Note, the reason for this is that their father, a researcher, decided to perform an experiment with the goal of proving that innate talent is not as much a factor as work - that ‘genius’ can be taught, essentially.

He literally looked for a wife who would help him with this. He found a woman who was interested by the idea and agreed to marry him and have his kids so they could be his experiment.

He decided on chess as the medium for the experiment because it has clear goals and rankings. He himself was not especially good at chess, nor was his wife. He taught his daughters chess from a very young age - at age five, his first daughter, Susan, won a local competition against people more than twice her age.

I’m not saying their accomplishments aren’t their own - they absolutely are! These are three phenomenal ladies who have brilliant skill. But their unusual upbringing is the root of why all three of them are chess champions.

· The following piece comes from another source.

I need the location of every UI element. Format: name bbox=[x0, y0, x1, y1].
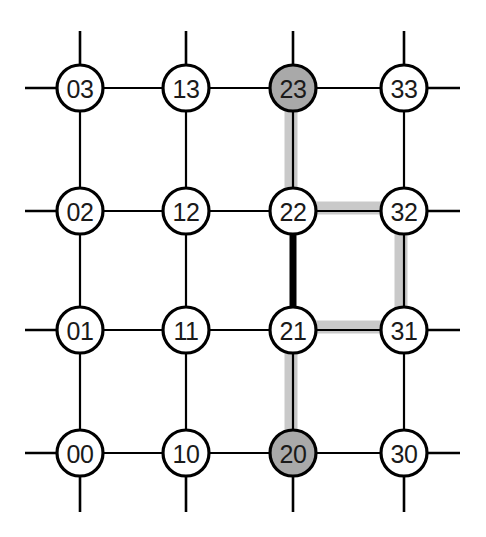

What I would like to know is how he encouraged them to love chess, rather than making it feel like a chore to them. Because that is the most important key, I feel. It won’t help if you start a kid on something young but go about it in a way that leads to them resenting it! And he very easily could have raised three daughters who wanted nothing more than to hurl a chessboard at his head. Somehow, he didn’t, and *that’s* the interesting part to me.

Yeah, I see a lot of people in the notes and tags saying stuff like “imagine how much IQ that family has” or “they must have some crazy chest genetics”. Which is funny since they were actually born with the purpose of disproving the idea that talent is a genetic trait and that things like IQ are racist, abelist, and sexist ideas made up to inflate the egos of white cis men.